A few months ago, I started going through a classic-book-turned-to-movie phase, so my supervisor (there are definite perks to having a young, single, British-man-loving supervisor) loaned me North and South, Wives and Daughters, and Bleak House. Then another friend loaned me the new Jane Eyre. Bless her little soul! A new and unexpected joy has entered my life.

I was already a fan of Jane Eyre. I own my grandma's matching print copies of Jane Eyre and Wuthering Heights. They were published in 1943 with super creepy wood engraving prints, and my grandma dug them out of her garage one year and let me take them home. I was in grade school and I thought they were VERY fancy. I like the 1996 version of the movie, too. Amy and I snuck out of our apartments in college one night to watch it at the International Cinema together. I much prefer the new version, though. I'm preparing my black armband and veil for the time when I have to return the DVDs to my friend.

Here are the movie's main strengths:
1. Toby Stephens, who I consider a real treat, plays Mr. Rochester. He also stars in a wonderful 1996 version of Twelfth Night and in the less wonderful but still not bad adaptation of Possession. It's very easy to see how Jane could forgive a little thing like a wife in the attic with Toby Stephens playing Mr.
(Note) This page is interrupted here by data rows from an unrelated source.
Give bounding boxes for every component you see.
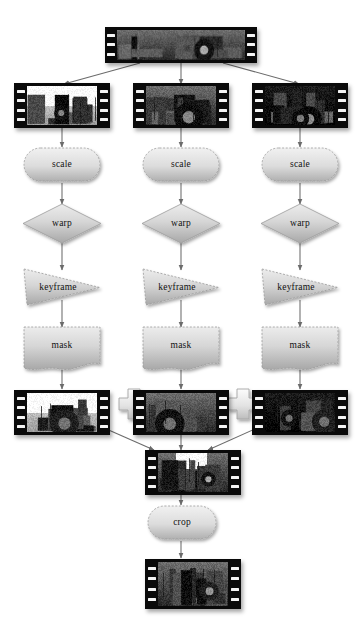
- film-perforations-left: [14, 86, 27, 125]
- shape-keyframe-center[interactable]: [143, 269, 219, 305]
- film-frame: [146, 86, 216, 125]
- film-frame: [27, 86, 97, 125]
- film-perforations-left: [133, 393, 146, 432]
- shape-scale-center[interactable]: [143, 148, 219, 181]
- shape-scale-right[interactable]: [262, 148, 338, 181]
- film-frame: [158, 453, 228, 492]
- source-film-strip[interactable]: [105, 27, 257, 63]
- final-clip[interactable]: [145, 559, 241, 609]
- film-frame: [158, 562, 228, 606]
- input-clip-right[interactable]: [252, 83, 348, 128]
- film-perforations-right: [245, 30, 257, 60]
- film-frame: [265, 393, 335, 432]
- film-frame: [27, 393, 97, 432]
- film-perforations-left: [105, 30, 117, 60]
- film-perforations-left: [252, 393, 265, 432]
- film-perforations-right: [216, 86, 229, 125]
- input-clip-left[interactable]: [14, 83, 110, 128]
- film-perforations-right: [216, 393, 229, 432]
- masked-clip-right[interactable]: [252, 390, 348, 435]
- shape-crop[interactable]: [148, 506, 216, 539]
- film-frame: [117, 30, 245, 60]
- film-perforations-right: [97, 393, 110, 432]
- film-perforations-right: [228, 562, 241, 606]
- film-perforations-right: [335, 86, 348, 125]
- film-frame: [265, 86, 335, 125]
- shape-keyframe-right[interactable]: [262, 269, 338, 305]
- shape-warp-center[interactable]: [142, 204, 220, 243]
- film-frame: [146, 393, 216, 432]
- film-perforations-left: [145, 562, 158, 606]
- edge-source-to-left: [64, 63, 140, 84]
- masked-clip-left[interactable]: [14, 390, 110, 435]
- film-perforations-left: [252, 86, 265, 125]
- shape-mask-right[interactable]: [262, 327, 338, 369]
- film-perforations-right: [335, 393, 348, 432]
- film-perforations-left: [14, 393, 27, 432]
- input-clip-center[interactable]: [133, 83, 229, 128]
- shape-mask-center[interactable]: [143, 327, 219, 369]
- film-perforations-right: [228, 453, 241, 492]
- shape-warp-right[interactable]: [261, 204, 339, 243]
- shape-warp-left[interactable]: [23, 204, 101, 243]
- shape-mask-left[interactable]: [24, 327, 100, 369]
- masked-clip-center[interactable]: [133, 390, 229, 435]
- film-perforations-left: [145, 453, 158, 492]
- shape-keyframe-left[interactable]: [24, 269, 100, 305]
- film-perforations-right: [97, 86, 110, 125]
- shape-scale-left[interactable]: [24, 148, 100, 181]
- composited-clip[interactable]: [145, 450, 241, 495]
- edge-source-to-right: [223, 63, 299, 84]
- film-perforations-left: [133, 86, 146, 125]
Rochester.

2. It's the only version of Jane Eyre in which I actually want Jane and Mr. Rochester to get together because I like both of them, not just because they've been set up as the hero and heroine and Mr. Rochester is the only man around for miles. The development of the relationship between the two characters is nicely done.

3. The movie summarizes Jane's early years and then skips ahead to the Thornfield years. We know. She was an orphan. Everyone was mean to her. Her only friend died. It's not the most interesting part of the story, and I was happy to have it remain brief.

4. It plays on my TV without developing weird, wavy lines through the screen. The only movies I can watch without the lines are BBC productions and The Muppet Show. Very strange. I have no solutions.

So, suggestions for book, movies, music to fill the void after Toby Stephens leaves my home?